Classification accuracies between FTIR spectra of premalignant and cancer patients for different serum molecular weight subsets (molecular windows). The 95% confidence interval is shown by the gray lines over the bars. The 10–30 kDa window performed significantly better than the whole serum. It is worth noting that although our hypothesis that the key signaling molecules were being obscured by the larger proteins in the serum[12] was not disproved, it did not result in a higher classification accuracy. In this regard, the results were similar to the hepatitis study by Roy et al.[15,17] However, our spectra are majorly different after the reduction of the contribution of albumin, globulin, and other high weight components. It is valuable to discern the root biological cause of the spectral shifts observed. Knowing what molecular weight fraction the key information is present in as well as the key peaks of interest can be used together to help identify potential biomarker molecules.

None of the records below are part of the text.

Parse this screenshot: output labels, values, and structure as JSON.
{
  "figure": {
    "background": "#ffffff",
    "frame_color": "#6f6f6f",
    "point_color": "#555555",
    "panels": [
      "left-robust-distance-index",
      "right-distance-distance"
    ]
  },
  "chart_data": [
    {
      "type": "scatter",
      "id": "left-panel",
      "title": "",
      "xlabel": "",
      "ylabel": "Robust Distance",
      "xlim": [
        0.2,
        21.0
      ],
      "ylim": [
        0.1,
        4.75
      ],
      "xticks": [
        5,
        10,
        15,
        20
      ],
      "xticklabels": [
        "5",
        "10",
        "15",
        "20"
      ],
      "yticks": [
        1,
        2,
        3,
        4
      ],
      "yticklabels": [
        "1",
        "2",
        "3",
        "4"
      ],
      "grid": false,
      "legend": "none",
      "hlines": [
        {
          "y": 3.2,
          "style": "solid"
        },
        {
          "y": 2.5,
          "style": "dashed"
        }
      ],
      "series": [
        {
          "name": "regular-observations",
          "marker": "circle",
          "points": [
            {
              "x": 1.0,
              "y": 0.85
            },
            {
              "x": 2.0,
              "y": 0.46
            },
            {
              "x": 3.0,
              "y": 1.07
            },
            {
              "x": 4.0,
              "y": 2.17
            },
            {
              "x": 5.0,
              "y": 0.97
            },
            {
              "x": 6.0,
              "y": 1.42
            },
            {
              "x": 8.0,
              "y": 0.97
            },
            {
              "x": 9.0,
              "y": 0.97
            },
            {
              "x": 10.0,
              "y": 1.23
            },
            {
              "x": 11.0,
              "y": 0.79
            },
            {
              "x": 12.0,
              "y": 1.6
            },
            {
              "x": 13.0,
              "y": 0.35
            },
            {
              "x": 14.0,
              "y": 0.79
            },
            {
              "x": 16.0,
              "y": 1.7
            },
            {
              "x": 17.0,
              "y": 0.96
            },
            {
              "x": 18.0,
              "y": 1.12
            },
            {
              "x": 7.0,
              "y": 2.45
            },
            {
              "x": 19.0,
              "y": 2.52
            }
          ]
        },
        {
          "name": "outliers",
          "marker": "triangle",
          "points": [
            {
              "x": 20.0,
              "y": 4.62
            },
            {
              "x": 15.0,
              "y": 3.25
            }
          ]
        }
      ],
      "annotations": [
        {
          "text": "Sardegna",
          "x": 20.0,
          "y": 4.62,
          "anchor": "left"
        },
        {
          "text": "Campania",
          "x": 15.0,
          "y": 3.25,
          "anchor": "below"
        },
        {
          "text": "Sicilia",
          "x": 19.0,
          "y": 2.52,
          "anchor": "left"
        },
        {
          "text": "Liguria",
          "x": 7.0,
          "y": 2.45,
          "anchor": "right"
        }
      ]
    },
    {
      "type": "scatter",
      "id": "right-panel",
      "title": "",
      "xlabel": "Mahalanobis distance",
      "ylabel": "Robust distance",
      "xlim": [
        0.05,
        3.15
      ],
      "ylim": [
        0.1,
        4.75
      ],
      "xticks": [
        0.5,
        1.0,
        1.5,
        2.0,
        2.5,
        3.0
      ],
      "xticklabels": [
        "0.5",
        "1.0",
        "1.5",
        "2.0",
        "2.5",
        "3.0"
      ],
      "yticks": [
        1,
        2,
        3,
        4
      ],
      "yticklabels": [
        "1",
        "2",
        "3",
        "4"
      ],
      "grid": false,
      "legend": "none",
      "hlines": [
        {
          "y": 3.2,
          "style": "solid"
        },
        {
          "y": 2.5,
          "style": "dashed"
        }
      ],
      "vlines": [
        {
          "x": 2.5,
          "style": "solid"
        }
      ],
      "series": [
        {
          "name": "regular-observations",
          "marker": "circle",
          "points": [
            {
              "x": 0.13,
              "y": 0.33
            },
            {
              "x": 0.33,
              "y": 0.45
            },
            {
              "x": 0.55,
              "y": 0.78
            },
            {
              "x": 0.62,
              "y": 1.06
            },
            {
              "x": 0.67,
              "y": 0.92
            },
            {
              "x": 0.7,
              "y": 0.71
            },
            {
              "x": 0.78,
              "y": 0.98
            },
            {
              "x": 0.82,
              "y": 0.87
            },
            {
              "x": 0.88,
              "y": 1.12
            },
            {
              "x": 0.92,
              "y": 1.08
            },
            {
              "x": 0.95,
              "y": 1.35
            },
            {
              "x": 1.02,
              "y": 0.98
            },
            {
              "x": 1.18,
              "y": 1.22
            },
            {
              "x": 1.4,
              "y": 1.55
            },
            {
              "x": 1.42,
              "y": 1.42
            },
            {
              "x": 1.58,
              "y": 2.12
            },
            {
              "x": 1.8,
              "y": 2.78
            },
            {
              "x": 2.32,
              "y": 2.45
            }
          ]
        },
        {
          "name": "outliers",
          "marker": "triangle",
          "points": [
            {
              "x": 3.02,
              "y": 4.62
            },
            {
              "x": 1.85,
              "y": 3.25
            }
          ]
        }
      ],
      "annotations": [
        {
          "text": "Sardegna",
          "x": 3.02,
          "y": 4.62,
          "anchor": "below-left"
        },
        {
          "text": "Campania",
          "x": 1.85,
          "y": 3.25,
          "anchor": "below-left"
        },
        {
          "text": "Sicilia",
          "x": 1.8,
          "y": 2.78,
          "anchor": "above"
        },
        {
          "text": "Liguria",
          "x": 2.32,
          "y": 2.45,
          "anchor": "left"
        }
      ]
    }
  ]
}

The identification of the 10–30 kDa region as providing the best overall classification accuracy (above 90%) indicates that the molecular weight splitting method can potentially have significant value, especially if this specific region can be examined in further studies.

Conclusions

The potential of FTIR for screening of buccal mucosa cancer is demonstrated, with classification accuracy of 87% for the whole serum. The additional use of ultrafiltration provided more information about the signal’s origins, with contributing factors present in both the high and low molecular weight regions. Furthermore, the molecular windowing showed even greater promise from its even higher classification accuracy for the 10–30 kDa window. This can inform a follow-up study into the root cause of the spectral biomarker identified. Other benefits of a narrower molecular window include suppressing external factors, such as alteration of a serum composition due to differences in diet and food culture, and internal factors such as hormonal differences between genders, the stage of menstruation, the age of patients, and the copresence of other diseases, infections, and inflammation in a patient. Narrowing the molecular window establishes a foundation to minimize numerous possible influences that can deteriorate the accuracy of cancer diagnosis. Further study focused to these factors will be required in future to verify the degree of the individual influences.